The Citigroup Economic Surprise Index for the U.S. has risen to the highest level since March 9. The gauge, which measures the rate at which data is beating or missing economist forecasts, reached 85.7 today and has rebounded from a more-than two-year low of minus 117.2 in June.
Today’s jobs data showed that payrolls climbed 120,000, with more than half the hiring coming from retailers and temporary help agencies, after a revised 100,000 rise in October that was more than initially estimated. The median estimate in a Bloomberg News survey called for a gain of 125,000. The jobless rate declined to 8.6 percent, the lowest since March 2009, from 9 percent, Labor Department figures showed.

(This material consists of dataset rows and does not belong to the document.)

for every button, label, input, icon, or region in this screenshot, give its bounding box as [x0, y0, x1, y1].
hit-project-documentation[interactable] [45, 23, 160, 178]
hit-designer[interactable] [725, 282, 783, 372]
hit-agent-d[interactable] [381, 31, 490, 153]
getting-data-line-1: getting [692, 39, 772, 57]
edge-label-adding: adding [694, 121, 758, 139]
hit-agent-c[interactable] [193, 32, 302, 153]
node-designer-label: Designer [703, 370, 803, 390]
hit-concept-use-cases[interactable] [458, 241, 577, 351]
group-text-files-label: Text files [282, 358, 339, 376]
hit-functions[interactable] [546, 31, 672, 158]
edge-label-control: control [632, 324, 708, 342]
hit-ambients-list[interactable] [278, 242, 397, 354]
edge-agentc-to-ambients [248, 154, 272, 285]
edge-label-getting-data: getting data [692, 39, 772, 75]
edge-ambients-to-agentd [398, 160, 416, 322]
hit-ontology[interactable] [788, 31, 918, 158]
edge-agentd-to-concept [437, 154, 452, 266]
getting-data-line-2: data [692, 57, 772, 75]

“Thankfully this wasn’t something that’s going to take the wind out of the sales for the market,” Brian Jacobsen, who helps oversee about $209 billion as chief portfolio strategist at Wells Fargo Advantage Funds in Menomonee Falls, Wisconsin, said in a telephone interview. “It doesn’t give me a lot of encouragement but it doesn’t give me a lot discouragement either. The market should probably take this one in stride and more people are going to be focused on what’s going in Europe.”

More Resources

The IMF said today it will need more resources to fight Europe’s debt crisis if market conditions worsen. The S&P 500 has rallied this week as the Federal Reserve and five other central banks lowered the cost of dollar funding and China cut the proportion that banks need to hold as reserve capital.

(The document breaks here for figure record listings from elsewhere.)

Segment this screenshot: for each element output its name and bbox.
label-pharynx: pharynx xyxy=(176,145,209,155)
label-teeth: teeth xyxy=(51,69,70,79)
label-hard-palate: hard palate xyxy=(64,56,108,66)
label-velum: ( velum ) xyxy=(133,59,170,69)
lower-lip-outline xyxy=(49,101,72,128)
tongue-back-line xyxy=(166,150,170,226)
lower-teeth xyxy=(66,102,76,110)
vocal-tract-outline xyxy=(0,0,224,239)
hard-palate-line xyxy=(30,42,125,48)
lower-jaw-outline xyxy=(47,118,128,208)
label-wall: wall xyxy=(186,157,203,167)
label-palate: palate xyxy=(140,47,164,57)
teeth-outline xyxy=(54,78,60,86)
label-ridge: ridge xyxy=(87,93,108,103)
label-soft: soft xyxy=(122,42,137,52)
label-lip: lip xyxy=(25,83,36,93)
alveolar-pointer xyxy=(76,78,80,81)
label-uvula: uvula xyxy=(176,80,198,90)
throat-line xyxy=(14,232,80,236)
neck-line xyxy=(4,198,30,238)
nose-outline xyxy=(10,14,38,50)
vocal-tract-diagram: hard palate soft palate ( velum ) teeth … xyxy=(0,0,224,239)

Equity futures rose earlier following a report that as much as 200 billion euros ($270 billion) of national central bank loans may be channeled through the IMF. Germany and France are pushing for closer economic ties among euro-area nations and tougher enforcement of budget rules to counter the region’s debt crisis.
Financial stocks posted the largest gains out of 10 groups in the S&P 500, climbing 2.1 percent. JPMorgan surged 7.9 percent, the biggest rise in the Dow, to $32.87, while Morgan Stanley (MS) rallied 7.1 percent to $15.54.
Investors purchased corporations most tied to the economy, as industrial and energy companies advanced while utility stocks dropped 0.7 percent. Alcoa Inc. (AA) added 1.1 percent to $9.92 and General Electric Co. (GE) rose 1.9 percent to $16.21.
Thailand Flood
Western Digital jumped 8 percent to $31.58. The disk-drive maker raised its quarterly revenue forecast after sales rebounded from a flood in Thailand that devastated factories and constrained supplies.
Elsewhere, Zynga Inc. is seeking to raise as much as $1 billion in the biggest initial public offering by a U.S. Internet company since Google Inc. The company is offering 100 million shares for $8.50 to $10 apiece, according to a regulatory filing today. The high end of the range would value San Francisco-based Zynga, the biggest developer of games for Facebook Inc., at $7 billion.
Binky Chadha, the chief U.S. equity strategist at Deutsche Bank AG, reduced his 2012 year-end estimate for the Standard & Poor’s 500 Index by 10 percent to 1,500. Chadha had previously estimated the benchmark equity index would rally to 1,675 next year. He maintained his projection that earnings by companies in the S&P 500 will climb to $106 a share next year.
“A continuation of the euro crisis combined with concerns about U.S. fiscal drag will keep equities in a volatile range,” New York-based Chadha wrote in a note dated today. “We target 1,500 for the S&P 500 by end 2012 on the view that healthy corporate fundamentals, cheap valuations, dividend growth and a strong demand-supply balance will trump concerns about the risks.”